Voting for terror

With the election results yesterday in the Palestinian Authority, Arafatistan frankly joins the Axis. The Jerusalem Post reports: “Mashal calls Abbas to inquire about partnership.” Post editor David Horovitz describes the outcome as an “earthquake,” writing: “The era of Fatah is over. The Islamists are in control.” Horovitz properly counsels against wishful thinking or the loss of clarity about the fundamental nature of Hamas:

Some may seek comfort in the belief that an ascent to government could prompt a greater sense of responsibility, a move to moderation. But Hamas’s intolerance is based on a perceived religious imperative. No believing Muslim, in the Hamas conception, can be reconciled to Jewish sovereignty in the Middle East. To deny that, for Hamas, is blasphemy.
And that is the ideology to which the Palestinian people, for whatever reason and by their own free hand, have just tied their fate. That is the guiding ideology with which Israel and the West will now have to grapple.

PAUL adds: No one should be surprised by the results of this election. The Palestinian people remain committed to the destruction of Israel and, failing that, to subjecting Israelis to an unrelenting campaign of terror. In this election, Fatah represented a trimming back of these aspirations; Hamas represented their affirmation. If the key issue had been Fatah corruption, Hamas would have downplayed any differences between the two organizations with respect to relations with Israel. It did not.
Israel brought about the downfall of Fatah by marginalizing Arafat and forcing his successor into an accommodationist mode. Now it will have to prove that Hamas can’t succeed against Israel where Fatah failed. For starters, Israel must select a leader who understands what needs to be done. The first test should be the extent to which the various candidates demonstrate their recognition of what yesterday’s election means.
UPDATE: In an excellent column for the Ottawa Citizen, Barry Rubin writes: “Hamas won’t change its stripes.” (Thanks to reader Malcolm Smordin.)

Notice: All comments are subject to moderation. Our comments are intended to be a forum for civil discourse bearing on the subject under discussion. Commenters who stray beyond the bounds of civility or employ what we deem gratuitous vulgarity in a comment — including, but not limited to, “s***,” “f***,” “a*******,” or one of their many variants — will be banned without further notice in the sole discretion of the site moderator.

Responses

Voting for terror

With the election results yesterday in the Palestinian Authority, Arafatistan frankly joins the Axis. The Jerusalem Post reports: “Mashal calls Abbas to inquire about partnership.” Post editor David Horovitz describes the outcome as an “earthquake,” writing: “The era of Fatah is over. The Islamists are in control.” Horovitz properly counsels against wishful thinking or the loss of clarity about the fundamental nature of Hamas:

Some may seek comfort in the belief that an ascent to government could prompt a greater sense of responsibility, a move to moderation. But Hamas’s intolerance is based on a perceived religious imperative. No believing Muslim, in the Hamas conception, can be reconciled to Jewish sovereignty in the Middle East. To deny that, for Hamas, is blasphemy.
And that is the ideology to which the Palestinian people, for whatever reason and by their own free hand, have just tied their fate. That is the guiding ideology with which Israel and the West will now have to grapple.

PAUL adds: No one should be surprised by the results of this election. The Palestinian people remain committed to the destruction of Israel and, failing that, to subjecting Israelis to an unrelenting campaign of terror. In this election, Fatah represented a trimming back of these aspirations; Hamas represented their affirmation. If the key issue had been Fatah corruption, Hamas would have downplayed any differences between the two organizations with respect to relations with Israel. It did not.
Israel brought about the downfall of Fatah by marginalizing Arafat and forcing his successor into an accommodationist mode. Now it will have to prove that Hamas can’t succeed against Israel where Fatah failed. For starters, Israel must select a leader who understands what needs to be done. The first test should be the extent to which the various candidates demonstrate their recognition of what yesterday’s election means.
UPDATE: In an excellent column for the Ottawa Citizen, Barry Rubin writes: “Hamas won’t change its stripes.” (Thanks to reader Malcolm Smordin.)

Notice: All comments are subject to moderation. Our comments are intended to be a forum for civil discourse bearing on the subject under discussion. Commenters who stray beyond the bounds of civility or employ what we deem gratuitous vulgarity in a comment — including, but not limited to, “s***,” “f***,” “a*******,” or one of their many variants — will be banned without further notice in the sole discretion of the site moderator.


:: Task statement ::
Give back every entry below, exactly as written.

[Records excerpted from a collection]
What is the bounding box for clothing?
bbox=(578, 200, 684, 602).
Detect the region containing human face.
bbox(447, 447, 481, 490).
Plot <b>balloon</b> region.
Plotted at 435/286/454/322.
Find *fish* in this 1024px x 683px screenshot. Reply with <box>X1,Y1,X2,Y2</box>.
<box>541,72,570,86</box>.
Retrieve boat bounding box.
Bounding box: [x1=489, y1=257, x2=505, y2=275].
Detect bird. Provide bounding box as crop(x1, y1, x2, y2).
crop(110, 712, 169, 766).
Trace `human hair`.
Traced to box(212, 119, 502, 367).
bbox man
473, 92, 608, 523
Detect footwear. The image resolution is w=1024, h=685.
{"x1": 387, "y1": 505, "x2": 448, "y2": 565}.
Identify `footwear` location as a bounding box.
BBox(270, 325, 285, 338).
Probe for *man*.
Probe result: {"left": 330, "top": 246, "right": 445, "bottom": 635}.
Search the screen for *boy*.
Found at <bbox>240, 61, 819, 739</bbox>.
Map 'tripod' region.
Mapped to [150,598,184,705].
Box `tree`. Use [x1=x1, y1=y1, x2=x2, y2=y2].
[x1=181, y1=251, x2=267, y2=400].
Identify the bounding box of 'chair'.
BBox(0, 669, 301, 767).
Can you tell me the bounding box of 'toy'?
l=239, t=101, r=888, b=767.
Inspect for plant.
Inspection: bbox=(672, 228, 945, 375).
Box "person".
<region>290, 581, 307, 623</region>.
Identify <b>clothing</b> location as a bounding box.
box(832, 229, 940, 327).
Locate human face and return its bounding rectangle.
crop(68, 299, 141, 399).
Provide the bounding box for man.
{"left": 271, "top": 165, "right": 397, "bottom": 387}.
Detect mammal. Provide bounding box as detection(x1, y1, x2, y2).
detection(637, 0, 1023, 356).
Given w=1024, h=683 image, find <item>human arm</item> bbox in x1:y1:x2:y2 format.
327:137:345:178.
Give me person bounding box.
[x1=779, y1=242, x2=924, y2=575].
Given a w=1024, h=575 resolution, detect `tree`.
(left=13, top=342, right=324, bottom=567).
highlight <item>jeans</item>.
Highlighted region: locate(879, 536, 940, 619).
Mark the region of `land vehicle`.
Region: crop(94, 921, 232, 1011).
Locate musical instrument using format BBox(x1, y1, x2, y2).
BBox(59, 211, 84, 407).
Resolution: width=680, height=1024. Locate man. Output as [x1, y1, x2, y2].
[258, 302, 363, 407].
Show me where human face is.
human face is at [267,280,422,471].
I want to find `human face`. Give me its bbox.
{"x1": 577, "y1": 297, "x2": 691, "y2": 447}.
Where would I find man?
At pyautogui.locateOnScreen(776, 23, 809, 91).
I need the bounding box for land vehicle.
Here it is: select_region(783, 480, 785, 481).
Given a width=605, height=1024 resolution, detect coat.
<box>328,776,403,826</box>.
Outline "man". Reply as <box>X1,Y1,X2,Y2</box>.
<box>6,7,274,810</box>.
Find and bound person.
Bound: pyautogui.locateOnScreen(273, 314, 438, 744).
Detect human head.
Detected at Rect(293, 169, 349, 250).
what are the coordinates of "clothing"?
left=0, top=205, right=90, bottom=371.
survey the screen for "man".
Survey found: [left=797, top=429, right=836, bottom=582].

:: Response box ::
What is the bounding box for clothing?
bbox=(578, 200, 684, 602).
Detect the region containing human face.
bbox(447, 447, 481, 490).
Plot <b>balloon</b> region.
Plotted at 435/286/454/322.
Find *fish* in this 1024px x 683px screenshot. Reply with <box>X1,Y1,X2,Y2</box>.
<box>541,72,570,86</box>.
Retrieve boat bounding box.
Bounding box: [x1=489, y1=257, x2=505, y2=275].
Detect bird. Provide bounding box as crop(x1, y1, x2, y2).
crop(110, 712, 169, 766).
Trace `human hair`.
Traced to box(212, 119, 502, 367).
bbox man
473, 92, 608, 523
Detect footwear. The image resolution is w=1024, h=685.
{"x1": 387, "y1": 505, "x2": 448, "y2": 565}.
Identify `footwear` location as a bounding box.
BBox(270, 325, 285, 338).
Probe for *man*.
Probe result: {"left": 330, "top": 246, "right": 445, "bottom": 635}.
Search the screen for *boy*.
Found at <bbox>240, 61, 819, 739</bbox>.
Map 'tripod' region.
Mapped to [150,598,184,705].
Box `tree`. Use [x1=x1, y1=y1, x2=x2, y2=y2].
[x1=181, y1=251, x2=267, y2=400].
Identify the bounding box of 'chair'.
BBox(0, 669, 301, 767).
Can you tell me the bounding box of 'toy'?
l=239, t=101, r=888, b=767.
Inspect for plant.
Inspection: bbox=(672, 228, 945, 375).
Box "person".
<region>290, 581, 307, 623</region>.
Identify <b>clothing</b> location as a bounding box.
box(832, 229, 940, 327).
Locate human face and return its bounding rectangle.
crop(68, 299, 141, 399).
Provide the bounding box for man.
{"left": 271, "top": 165, "right": 397, "bottom": 387}.
Detect mammal. Provide bounding box as detection(x1, y1, x2, y2).
detection(637, 0, 1023, 356).
Given w=1024, h=683 image, find <item>human arm</item> bbox in x1:y1:x2:y2 format.
327:137:345:178.
Give me person bounding box.
[x1=779, y1=242, x2=924, y2=575].
Given a w=1024, h=575 resolution, detect `tree`.
(left=13, top=342, right=324, bottom=567).
highlight <item>jeans</item>.
Highlighted region: locate(879, 536, 940, 619).
Mark the region of `land vehicle`.
Region: crop(94, 921, 232, 1011).
Locate musical instrument using format BBox(x1, y1, x2, y2).
BBox(59, 211, 84, 407).
Resolution: width=680, height=1024. Locate man. Output as [x1, y1, x2, y2].
[258, 302, 363, 407].
Show me where human face is.
human face is at [267,280,422,471].
I want to find `human face`. Give me its bbox.
{"x1": 577, "y1": 297, "x2": 691, "y2": 447}.
Where would I find man?
At pyautogui.locateOnScreen(776, 23, 809, 91).
I need the bounding box for land vehicle.
Here it is: select_region(783, 480, 785, 481).
Given a width=605, height=1024 resolution, detect coat.
<box>328,776,403,826</box>.
Outline "man". Reply as <box>X1,Y1,X2,Y2</box>.
<box>6,7,274,810</box>.
Find and bound person.
Bound: pyautogui.locateOnScreen(273, 314, 438, 744).
Detect human head.
Detected at Rect(293, 169, 349, 250).
what are the coordinates of "clothing"?
left=0, top=205, right=90, bottom=371.
survey the screen for "man".
Survey found: [left=797, top=429, right=836, bottom=582].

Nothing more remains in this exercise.